Being poor, sick and disabled in the UK under a Conservative government is rather like being married to multiple abusive and gaslighting partners from whom there is absolutely no escape, ever.

It’s a relentless ordeal.

How political ideology informs “science”. 

The simplistic, reductive design of a “behavioural” randomised controlled trial, shown with a test of a new “back to work” programme. There is no category that includes those who cannot work because they are too ill. Or any account of socioeconomic and political factors that may influence labor market conditions or individual circumstances. There is no scope for examining the quality, security and income that work provides (or doesn’t). It’s a very reductionist and deterministic “cause and effect” approach to public policy. Work fare is simply expected to somehow put people into work, and that is the only “route out of poverty”. Despite empirical evidence to the contrary.

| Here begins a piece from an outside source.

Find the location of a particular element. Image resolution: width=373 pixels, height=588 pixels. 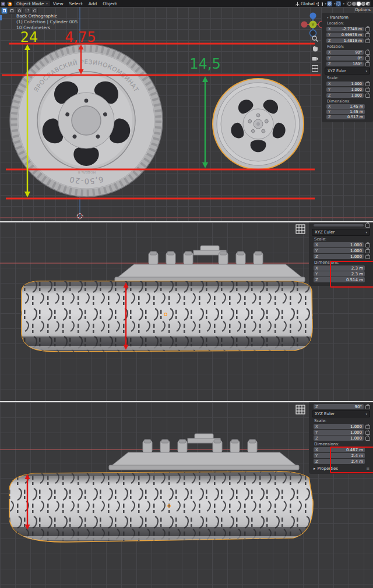

menu-object: Object is located at coordinates (110, 3).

The graphic illustrating the nudge “Intervention” and “Control” groups is itself a nudge – it also has a nudge built into it. There are more green “found work” graphics in the “intervention” – which implies that the “intervention” always works. In a genuine Randomised Control Trial (RCT) there is no guarantee that the experimental “intervention” will work – hence the need for a trial. 

There is no potential for dialogue, qualitative feedback, consideration or measure of citizens’ complexity, dignity or wellbeing. It is simply assumed that any work is the only possible outcome. The government work programme presents an imposing, rigid and restrictive choice architecture – there are just two options. Work or face severe, punitive sanctions. There is no opt out opportunity. There are significant ethical considerations raised because subjects are not participating on the basis of informed consent.

There are also implications for democracy. We don’t elect governments to change our perceptions and behaviours by stealth to suit their ideological agendas. In a first world democracy, it is expected that governments ensure all citizens can meet their basic survival needs. The Conservatives are failing to fulfil that function.

The government’s approach to social security for many has become random, controlling and an unremitting, Orwellian trial. 


I don’t make any money from my work. I am disabled because of illness and have a very limited income. But you can help by making a donation to help me continue to research and write informative, insightful and independent articles, and to provide support to others. The smallest amount is much appreciated – thank you.